- Work instructions: Return exactly and only these lines: the first of the listing through the one containing "What do you see at coordinates (774, 528)".

★ ★ ★ ★ ★ ★ ★

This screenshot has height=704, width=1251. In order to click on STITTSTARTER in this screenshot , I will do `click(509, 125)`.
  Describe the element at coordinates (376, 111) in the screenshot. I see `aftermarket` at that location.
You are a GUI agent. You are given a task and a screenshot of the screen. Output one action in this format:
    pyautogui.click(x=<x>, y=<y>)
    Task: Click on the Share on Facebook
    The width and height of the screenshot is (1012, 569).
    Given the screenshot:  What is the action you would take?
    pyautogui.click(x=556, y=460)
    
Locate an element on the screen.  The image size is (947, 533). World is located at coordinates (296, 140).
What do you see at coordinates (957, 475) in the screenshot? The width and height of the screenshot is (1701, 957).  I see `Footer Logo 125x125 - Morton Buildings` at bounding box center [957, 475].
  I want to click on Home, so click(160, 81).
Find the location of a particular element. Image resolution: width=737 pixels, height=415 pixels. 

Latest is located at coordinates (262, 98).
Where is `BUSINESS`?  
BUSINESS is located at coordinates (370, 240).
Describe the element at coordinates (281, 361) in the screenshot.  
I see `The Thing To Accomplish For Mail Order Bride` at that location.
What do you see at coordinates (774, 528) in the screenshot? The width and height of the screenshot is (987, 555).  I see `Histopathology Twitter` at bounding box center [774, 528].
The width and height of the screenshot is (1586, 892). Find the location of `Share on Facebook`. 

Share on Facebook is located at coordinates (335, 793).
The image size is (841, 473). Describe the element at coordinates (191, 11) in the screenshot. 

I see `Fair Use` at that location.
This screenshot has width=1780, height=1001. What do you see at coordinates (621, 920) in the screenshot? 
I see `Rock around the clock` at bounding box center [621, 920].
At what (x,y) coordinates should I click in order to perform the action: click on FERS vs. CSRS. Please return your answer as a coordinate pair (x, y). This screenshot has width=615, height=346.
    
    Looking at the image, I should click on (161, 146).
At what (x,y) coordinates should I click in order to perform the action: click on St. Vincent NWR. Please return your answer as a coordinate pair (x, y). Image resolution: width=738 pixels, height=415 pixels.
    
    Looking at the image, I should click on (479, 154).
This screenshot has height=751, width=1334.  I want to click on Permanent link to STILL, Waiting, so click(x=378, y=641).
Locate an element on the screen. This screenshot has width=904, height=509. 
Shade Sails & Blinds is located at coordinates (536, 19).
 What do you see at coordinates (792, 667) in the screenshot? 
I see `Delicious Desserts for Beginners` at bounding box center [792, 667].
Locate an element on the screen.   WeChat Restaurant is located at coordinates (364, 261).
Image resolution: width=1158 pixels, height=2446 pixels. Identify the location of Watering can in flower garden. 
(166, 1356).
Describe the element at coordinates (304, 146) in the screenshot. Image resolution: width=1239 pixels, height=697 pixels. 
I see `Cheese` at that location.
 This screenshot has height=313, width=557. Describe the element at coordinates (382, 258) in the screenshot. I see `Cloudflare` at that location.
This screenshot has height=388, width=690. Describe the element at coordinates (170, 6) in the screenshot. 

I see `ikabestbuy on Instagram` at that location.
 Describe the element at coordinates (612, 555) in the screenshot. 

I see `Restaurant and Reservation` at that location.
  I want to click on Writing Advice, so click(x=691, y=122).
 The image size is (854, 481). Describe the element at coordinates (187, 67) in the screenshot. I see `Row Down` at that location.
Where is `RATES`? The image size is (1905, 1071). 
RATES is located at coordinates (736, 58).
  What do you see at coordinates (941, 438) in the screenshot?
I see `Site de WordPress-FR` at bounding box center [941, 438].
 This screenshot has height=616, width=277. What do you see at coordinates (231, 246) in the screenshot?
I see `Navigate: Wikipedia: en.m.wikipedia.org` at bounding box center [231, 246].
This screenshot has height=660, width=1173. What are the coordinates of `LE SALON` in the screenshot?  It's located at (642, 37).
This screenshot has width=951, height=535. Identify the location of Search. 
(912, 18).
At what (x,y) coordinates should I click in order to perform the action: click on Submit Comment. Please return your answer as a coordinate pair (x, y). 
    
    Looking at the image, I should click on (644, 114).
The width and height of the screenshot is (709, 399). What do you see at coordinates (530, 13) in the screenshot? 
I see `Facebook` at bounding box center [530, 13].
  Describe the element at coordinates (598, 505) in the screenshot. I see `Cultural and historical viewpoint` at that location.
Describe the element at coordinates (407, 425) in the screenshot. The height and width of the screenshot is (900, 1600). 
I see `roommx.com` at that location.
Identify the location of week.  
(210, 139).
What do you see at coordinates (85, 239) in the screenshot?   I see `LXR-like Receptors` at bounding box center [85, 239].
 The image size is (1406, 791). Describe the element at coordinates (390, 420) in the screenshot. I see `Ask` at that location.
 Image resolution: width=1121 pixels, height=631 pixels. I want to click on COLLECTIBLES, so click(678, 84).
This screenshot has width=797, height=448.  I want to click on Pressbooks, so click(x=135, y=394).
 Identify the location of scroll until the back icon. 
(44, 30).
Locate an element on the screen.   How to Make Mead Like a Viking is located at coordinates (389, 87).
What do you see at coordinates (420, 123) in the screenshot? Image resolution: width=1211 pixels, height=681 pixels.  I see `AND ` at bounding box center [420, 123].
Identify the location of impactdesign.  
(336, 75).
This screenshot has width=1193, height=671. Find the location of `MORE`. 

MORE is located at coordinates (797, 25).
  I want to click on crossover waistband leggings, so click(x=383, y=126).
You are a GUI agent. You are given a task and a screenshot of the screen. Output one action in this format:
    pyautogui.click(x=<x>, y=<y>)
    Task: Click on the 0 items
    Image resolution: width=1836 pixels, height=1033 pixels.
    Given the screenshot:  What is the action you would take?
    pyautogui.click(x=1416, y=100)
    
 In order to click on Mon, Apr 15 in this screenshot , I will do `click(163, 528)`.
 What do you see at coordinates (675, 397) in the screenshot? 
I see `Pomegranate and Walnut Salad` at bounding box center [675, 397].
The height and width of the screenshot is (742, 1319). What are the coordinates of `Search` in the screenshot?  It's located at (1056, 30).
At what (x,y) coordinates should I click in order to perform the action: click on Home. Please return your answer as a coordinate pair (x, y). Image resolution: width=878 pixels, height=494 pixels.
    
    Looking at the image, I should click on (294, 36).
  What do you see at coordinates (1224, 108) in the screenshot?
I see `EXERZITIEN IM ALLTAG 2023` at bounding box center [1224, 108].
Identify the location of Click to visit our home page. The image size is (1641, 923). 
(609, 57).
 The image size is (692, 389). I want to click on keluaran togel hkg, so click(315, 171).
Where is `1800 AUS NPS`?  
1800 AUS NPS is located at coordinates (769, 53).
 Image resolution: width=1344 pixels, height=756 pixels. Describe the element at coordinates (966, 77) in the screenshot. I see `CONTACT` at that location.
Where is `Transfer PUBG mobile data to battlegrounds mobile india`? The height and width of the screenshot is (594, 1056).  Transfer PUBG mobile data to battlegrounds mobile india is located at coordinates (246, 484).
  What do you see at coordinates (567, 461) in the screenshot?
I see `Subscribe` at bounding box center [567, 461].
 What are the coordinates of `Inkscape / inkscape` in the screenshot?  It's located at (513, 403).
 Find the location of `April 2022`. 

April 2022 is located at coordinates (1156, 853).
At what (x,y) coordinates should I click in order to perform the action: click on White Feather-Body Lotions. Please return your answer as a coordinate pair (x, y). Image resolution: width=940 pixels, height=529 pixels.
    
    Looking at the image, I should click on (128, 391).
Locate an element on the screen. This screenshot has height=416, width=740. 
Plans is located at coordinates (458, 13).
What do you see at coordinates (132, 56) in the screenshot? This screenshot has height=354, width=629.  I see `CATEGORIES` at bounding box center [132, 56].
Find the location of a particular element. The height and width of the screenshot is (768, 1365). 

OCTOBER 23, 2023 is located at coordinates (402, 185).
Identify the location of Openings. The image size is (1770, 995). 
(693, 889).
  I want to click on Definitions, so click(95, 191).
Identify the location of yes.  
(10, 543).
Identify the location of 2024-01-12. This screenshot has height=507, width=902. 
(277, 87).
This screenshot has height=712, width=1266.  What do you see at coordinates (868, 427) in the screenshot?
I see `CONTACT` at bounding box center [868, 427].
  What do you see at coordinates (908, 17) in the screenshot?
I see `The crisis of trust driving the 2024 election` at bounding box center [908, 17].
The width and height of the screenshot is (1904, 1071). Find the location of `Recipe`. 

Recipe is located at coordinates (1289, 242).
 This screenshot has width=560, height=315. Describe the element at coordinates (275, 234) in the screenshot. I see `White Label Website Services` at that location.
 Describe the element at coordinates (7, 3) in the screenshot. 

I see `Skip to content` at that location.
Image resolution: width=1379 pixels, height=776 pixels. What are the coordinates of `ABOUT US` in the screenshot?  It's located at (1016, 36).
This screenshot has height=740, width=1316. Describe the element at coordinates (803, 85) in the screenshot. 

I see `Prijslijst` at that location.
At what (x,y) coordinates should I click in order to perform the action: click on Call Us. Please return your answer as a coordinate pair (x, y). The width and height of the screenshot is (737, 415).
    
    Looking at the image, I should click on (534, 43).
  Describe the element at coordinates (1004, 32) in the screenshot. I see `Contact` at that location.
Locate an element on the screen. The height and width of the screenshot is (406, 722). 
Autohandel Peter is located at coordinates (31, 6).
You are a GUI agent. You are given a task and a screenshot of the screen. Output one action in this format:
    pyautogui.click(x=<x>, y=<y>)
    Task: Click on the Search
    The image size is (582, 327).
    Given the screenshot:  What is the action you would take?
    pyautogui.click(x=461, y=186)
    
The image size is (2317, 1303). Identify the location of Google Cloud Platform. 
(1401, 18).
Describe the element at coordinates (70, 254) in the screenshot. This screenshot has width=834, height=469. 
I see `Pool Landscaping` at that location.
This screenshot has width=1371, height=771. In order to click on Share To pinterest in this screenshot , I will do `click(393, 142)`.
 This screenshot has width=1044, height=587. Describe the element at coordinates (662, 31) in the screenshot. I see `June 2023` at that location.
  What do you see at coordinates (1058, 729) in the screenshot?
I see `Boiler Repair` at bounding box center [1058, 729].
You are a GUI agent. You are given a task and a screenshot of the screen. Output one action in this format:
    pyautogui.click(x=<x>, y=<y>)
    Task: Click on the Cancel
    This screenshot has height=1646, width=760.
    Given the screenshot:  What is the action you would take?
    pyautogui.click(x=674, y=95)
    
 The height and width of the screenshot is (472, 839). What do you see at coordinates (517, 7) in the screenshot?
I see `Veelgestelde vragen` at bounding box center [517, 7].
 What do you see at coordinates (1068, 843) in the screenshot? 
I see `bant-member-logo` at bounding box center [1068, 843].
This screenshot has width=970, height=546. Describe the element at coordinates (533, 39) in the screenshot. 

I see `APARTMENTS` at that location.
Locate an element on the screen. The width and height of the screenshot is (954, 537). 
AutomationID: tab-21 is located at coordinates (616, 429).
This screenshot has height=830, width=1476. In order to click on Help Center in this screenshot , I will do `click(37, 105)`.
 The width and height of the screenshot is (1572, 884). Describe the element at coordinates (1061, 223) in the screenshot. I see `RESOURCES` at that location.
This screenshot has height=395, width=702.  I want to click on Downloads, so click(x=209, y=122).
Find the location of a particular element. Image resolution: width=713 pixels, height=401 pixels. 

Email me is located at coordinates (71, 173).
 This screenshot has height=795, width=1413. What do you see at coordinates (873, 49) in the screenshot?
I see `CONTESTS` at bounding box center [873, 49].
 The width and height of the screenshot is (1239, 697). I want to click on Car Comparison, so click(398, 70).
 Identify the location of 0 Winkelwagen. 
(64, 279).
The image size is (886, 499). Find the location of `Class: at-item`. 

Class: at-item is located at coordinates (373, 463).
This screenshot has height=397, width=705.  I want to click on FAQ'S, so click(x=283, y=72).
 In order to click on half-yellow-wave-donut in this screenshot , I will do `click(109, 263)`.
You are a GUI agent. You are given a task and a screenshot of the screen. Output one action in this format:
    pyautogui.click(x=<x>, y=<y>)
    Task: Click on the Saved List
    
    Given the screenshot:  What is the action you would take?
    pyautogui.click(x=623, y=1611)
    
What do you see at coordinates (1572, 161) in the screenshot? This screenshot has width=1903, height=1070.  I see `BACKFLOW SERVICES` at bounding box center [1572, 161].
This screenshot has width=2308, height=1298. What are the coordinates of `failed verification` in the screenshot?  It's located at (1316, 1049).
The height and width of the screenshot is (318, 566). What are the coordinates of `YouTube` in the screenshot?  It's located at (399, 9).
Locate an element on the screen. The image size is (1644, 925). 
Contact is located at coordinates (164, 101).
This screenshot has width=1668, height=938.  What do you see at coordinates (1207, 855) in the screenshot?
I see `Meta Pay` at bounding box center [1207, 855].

★ ★ ★ ★ ★ ★ ★

- Solution to this task:
This screenshot has height=704, width=1251. In order to click on STITTSTARTER in this screenshot , I will do `click(509, 125)`.
  Describe the element at coordinates (376, 111) in the screenshot. I see `aftermarket` at that location.
You are a GUI agent. You are given a task and a screenshot of the screen. Output one action in this format:
    pyautogui.click(x=<x>, y=<y>)
    Task: Click on the Share on Facebook
    The width and height of the screenshot is (1012, 569).
    Given the screenshot:  What is the action you would take?
    pyautogui.click(x=556, y=460)
    
Locate an element on the screen.  The image size is (947, 533). World is located at coordinates (296, 140).
What do you see at coordinates (957, 475) in the screenshot? The width and height of the screenshot is (1701, 957).  I see `Footer Logo 125x125 - Morton Buildings` at bounding box center [957, 475].
  I want to click on Home, so click(160, 81).
Find the location of a particular element. Image resolution: width=737 pixels, height=415 pixels. 

Latest is located at coordinates (262, 98).
Where is `BUSINESS`?  
BUSINESS is located at coordinates (370, 240).
Describe the element at coordinates (281, 361) in the screenshot.  
I see `The Thing To Accomplish For Mail Order Bride` at that location.
What do you see at coordinates (774, 528) in the screenshot? The width and height of the screenshot is (987, 555).  I see `Histopathology Twitter` at bounding box center [774, 528].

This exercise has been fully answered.